Banned wagon: global
Unesco's recent Education for All week was outwardly a campaign to boost the educational opportunities for children in the Third World. On closer inspection, however, the campaigning materials betray a political motive involving one issue alone: 'gender parity'.
'Educating girls yields the highest return in economic terms,' asserts Unesco. 'Countries in sub-Saharan Africa that have not sent enough girls to school over the past 30 years now have GNPs 25 per cent lower than if they had given them a better chance.' This dubious statistic fails to acknowledge that in several African countries — notably Botswana, Namibia, Malawi, Lesotho and Zambia — more girls attend school than boys; and they are hardly economic hothouses either.

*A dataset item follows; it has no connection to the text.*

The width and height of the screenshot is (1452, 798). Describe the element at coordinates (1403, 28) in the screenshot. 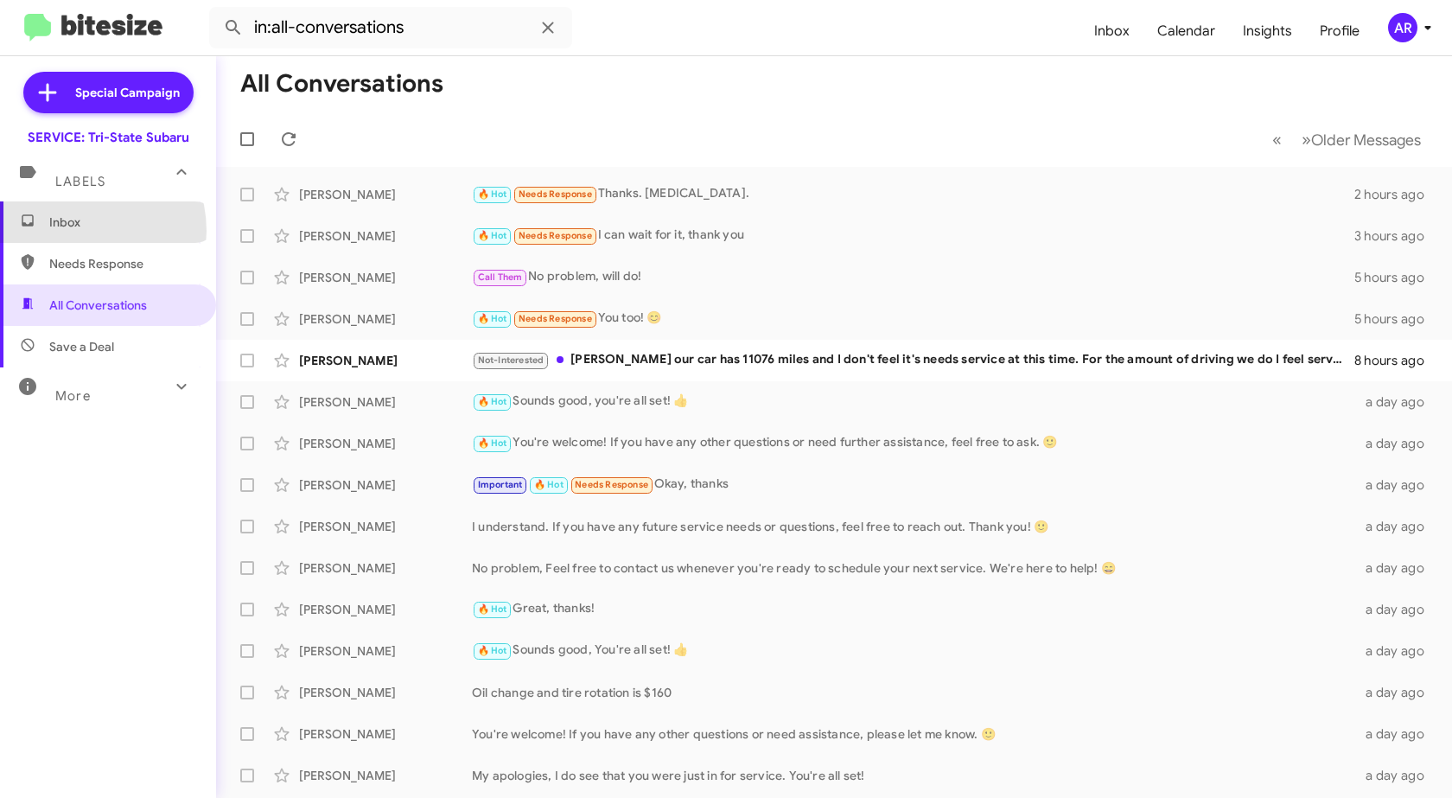

I see `button: AR` at that location.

In its campaign materials, Unesco provides no figures for the absolute numbers of children who attend school in various countries; the only thing which seems to matter is that as many girls as boys go to school. Countries which perform poorly in this respect, such as Pakistan, are offered some advice as to how they could correct the imbalance, such as by providing 'gendersensitive curricula and textbooks'. Books in use in the Third World, it complains, show boys playing football and girls washing up.
Unesco also demands fewer male headteachers for the Third World, who, it claims, 'downplay the potential role of girls without realising the damage they inflict upon their psyche'. Strangely, Unesco has nothing to say about Britain's stateprimary education system, where many boys spend six years of schooling without once encountering a male role model.
Of course it would be ideal if all the world's girls, as well as all its boys, could go to school; but basic literacy skills perhaps ought to come before lessons in women's empowerment. And Unesco's Malthusian agenda is enough to make one shudder: more women should go to school, it says, because 'educated girls tend to marry later and have fewer children'.